Saturday, October 15, 2016

La Monarquía

On July 4th, 1776 the Declaration of Independence was signed. This heartfelt letter to King George III explained the Colonies were finally separating from British rule, and they would fight for their independence if need be. The colonists would no longer be under a monarchy; instead they would establish a democratic-republic. But are monarchies really so bad? Is there any way to have a good one? 

Jean-Jacques Rousseau attempts to answer this question in a section dedicated solely to monarchy in his book On the Social Contract, a work that attempts to deduce what is the best form of government.

Rousseau begins by saying in contrast with other forms of government such as a democracy or a republic, where a “collective being stands for an individual,” a monarchy has one person standing for a collective being (48). Rousseau writes that “the moral unity which constitutes the prince is at the same time a physical unity, all the qualities, which in the other case are only with difficulty brought together by the law, are found naturally united” (48). This means that the moral will and the physical will of the prince are the same, while in other governments this might not be so. The will of the people, the will of the prince, the public force of the State, and the particular force of the government all answer to a single motive power. Because the will answers to a single motive power, everything moves toward the same end; but this does not mean the end is the public’s happiness (48).

Kings desire to be absolute, and there are those argue that the best way to do is to have the people love them. Rousseau says that this “precept is all very well, and even in some respects very true,” but it will always be ridiculed at court. Yes, the power of the people’s love is by far the greatest, but it is only conditional, and princes will never be content with it. The best kings, Rousseau states, desire to be in a position where they can be wicked without losing their throne. “Their first personal interest is that the people should be weak, wretched, and unable to resist them” (48).

Monarchies are suitable for the large States. The more numerous the public administration, the smaller the relation between the prince and the subjects becomes (49). But if the ratio between the prince and the subjects grows closer to equality then the State becomes a democracy. “Again, as the government is restricted in numbers the ratio increases and reaches its maximum when the government is in the hands of a single person” (49). However, it is hard for a great State to be well governed, and it is harder for it to be so by a single man; but everyone knows what happens when a king substitutes others for himself.

There is an essential and inevitable defect in a monarchy that will always rank it below a republican government according to Rousseau: in a republic the public voice hardly ever raises incompetent men to the highest positions as they wish to fill them with honor. In monarchies, however, those who assume power are often “petty blunderers, petty swindlers, and petty intriguers, whose petty talents cause them to get into the highest positions at court” (49), but as soon as they receive power they showcase their ineptitude to the public. The public is not as often mistaken when choosing the prince; “a man of real worth among the king’s ministers is almost as rare as a fool at the head of a republican government” (49). For a monarchy to be well governed, its population and extent must be proportionate to the abilities of its governor. It is easier to conquer than to rule (50).   

The biggest disadvantage that is most felt in monarchical government is the want of the continuous succession which, in the other government, provides “an unbroken bond of union” (50). When one king dies, another is needed; but elections leave “dangerous intervals and are full of storms,” and they are often prone to corruption. The prince to whom the state has agreed to rule over them cannot help selling it and repaying himself the money the powerful have taken from him. Under this type of administration, bribery sooner or later spreads through every part of the land, and the peace enjoyed under a king is worse than the disorder of a period when the government is suspended between successive reigns or regimes (50). Crowns have become hereditary in certain families, and an order of succession has been set up to avoid the disputes from a normal election after the death of a king. Men have chosen to “risk having children, monstrosities, or imbeciles as rulers” than to have disputes over the choice of good kings (50).
                                                                                         
These difficulties of a monarchy have not escaped writers who, at the same time, are not bothered by them (51). Their remedy is to obey a terrible government without a murmur: “God sends bad kings in His wrath, and they must be borne as the scourges of Heaven” (51). Rousseau says that this kind of talk is no doubt enlightening, but it would be more in place in a pulpit than in a political book. We know for ourselves that we must put up with a bad government when it is there; the question is how to find a good one.


Thus concludes the thoughts of Rousseau on monarchy. He never outright states that a monarchy is a terrible form of government; he just points out the flaws that such an administration would have.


Output the entries as they appear, skipping images.

+++

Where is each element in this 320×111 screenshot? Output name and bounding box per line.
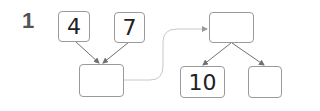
sum-answer-box[interactable] xyxy=(79,64,124,97)
number-box-4: 4 xyxy=(58,11,90,42)
arrow-7-to-sum xyxy=(103,42,129,63)
arrow-split-to-left xyxy=(203,43,231,65)
arrow-split-to-right xyxy=(232,43,264,65)
number-box-10: 10 xyxy=(180,66,225,98)
arrow-4-to-sum xyxy=(75,41,99,63)
split-answer-box[interactable] xyxy=(248,66,282,98)
number-box-7: 7 xyxy=(114,12,145,43)
split-source-box[interactable] xyxy=(209,12,254,43)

+++

**TASK SOLUTION**.
Where is each element in this 320×111 screenshot? Output name and bounding box per line.
sum-answer-box[interactable] xyxy=(79,64,124,97)
number-box-4: 4 xyxy=(58,11,90,42)
arrow-7-to-sum xyxy=(103,42,129,63)
arrow-split-to-left xyxy=(203,43,231,65)
arrow-split-to-right xyxy=(232,43,264,65)
number-box-10: 10 xyxy=(180,66,225,98)
arrow-4-to-sum xyxy=(75,41,99,63)
split-answer-box[interactable] xyxy=(248,66,282,98)
number-box-7: 7 xyxy=(114,12,145,43)
split-source-box[interactable] xyxy=(209,12,254,43)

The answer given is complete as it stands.